Artist Lydia Webber could take the easy way out – pick a color, paint a fish, and move on to the next one. But, perhaps inspired by the diversity of ocean life so near her Cape Elizabeth home, she just can’t bring herself to do that. Her fish are painted in bright, multi-colored patterns and designs that would make Mother Nature proud, and each one is different.

“They’ve sort of evolved,” she said. “I started with mostly just circles and stripes, and now it’s paisley ones and plaid ones. It’s like ‘Ooh, what can I try next?'”

Webber, perhaps best known for her painted glassware, makes decorative fish out of old picket fence posts, whose pointy ends resemble a fish head. Her carpenter finds older scrap fencing for her, which she prefers because the pickets are thicker and have a bit of a curve to them. “The new ones are thin and flat, and don’t have the character,” she said.
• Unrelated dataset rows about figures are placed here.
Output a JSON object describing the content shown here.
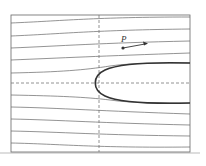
{
  "diagram": {
    "type": "streamline-flow-past-half-body",
    "point_label": "P",
    "colors": {
      "frame": "#666666",
      "streamline": "#666666",
      "body": "#333333",
      "dashed": "#777777",
      "baseline": "#bbbbbb"
    },
    "frame": {
      "x": 11,
      "y": 15,
      "width": 179,
      "height": 137
    },
    "axes": {
      "vertical_dashed_x": 99,
      "horizontal_dashed_y": 83
    },
    "streamlines": [
      "M11 23 C60 21, 95 17, 190 17",
      "M11 36 C60 34, 95 30, 190 29",
      "M11 48 C60 46, 100 43, 190 41",
      "M11 60 C60 58, 100 56, 190 53",
      "M11 73 C60 72, 85 70, 110 66 C130 63, 160 63, 190 63",
      "M11 95 C60 96, 85 97, 110 100 C130 103, 160 103, 190 103",
      "M11 107 C60 108, 100 111, 190 114",
      "M11 119 C60 120, 100 123, 190 125",
      "M11 131 C60 132, 100 135, 190 136",
      "M11 143 C60 144, 95 148, 190 147"
    ],
    "body_path": "M190 63 C150 62, 120 63, 105 70 C92 76, 92 90, 105 96 C120 103, 150 104, 190 103",
    "point": {
      "x": 123,
      "y": 48
    },
    "arrow_end": {
      "x": 145,
      "y": 44
    }
  }
}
The fish fins are made out of old milk jugs.

To Webber, each picket is an individual canvas. Some customers buy several of them to group together so they have a school of fish swimming on their wall.

Webber often finds herself staring at real fish in the market a little longer than most other customers, looking for distinctive markings and other details she can borrow for her picket fence fish.

Once she turns the top part of a picket into a fish about 22 inches long, Webber’s carpenter cuts up the scraps so she can make “baby fish” that are about 6 inches shorter.

Webber makes about 300 fish a year – enough to fill a small lake, anyway. She sells them at SummerHouse, the South Portland gift shop she runs with her daughter, as well as at Maxwell’s Pottery in Portland and House of Logan in Boothbay Harbor.

The large fish cost $48 each and the smaller ones are $36.


Only subscribers are eligible to post comments. Please subscribe or login first for digital access. Here’s why.

Use the form below to reset your password. When you've submitted your account email, we will send an email with a reset code.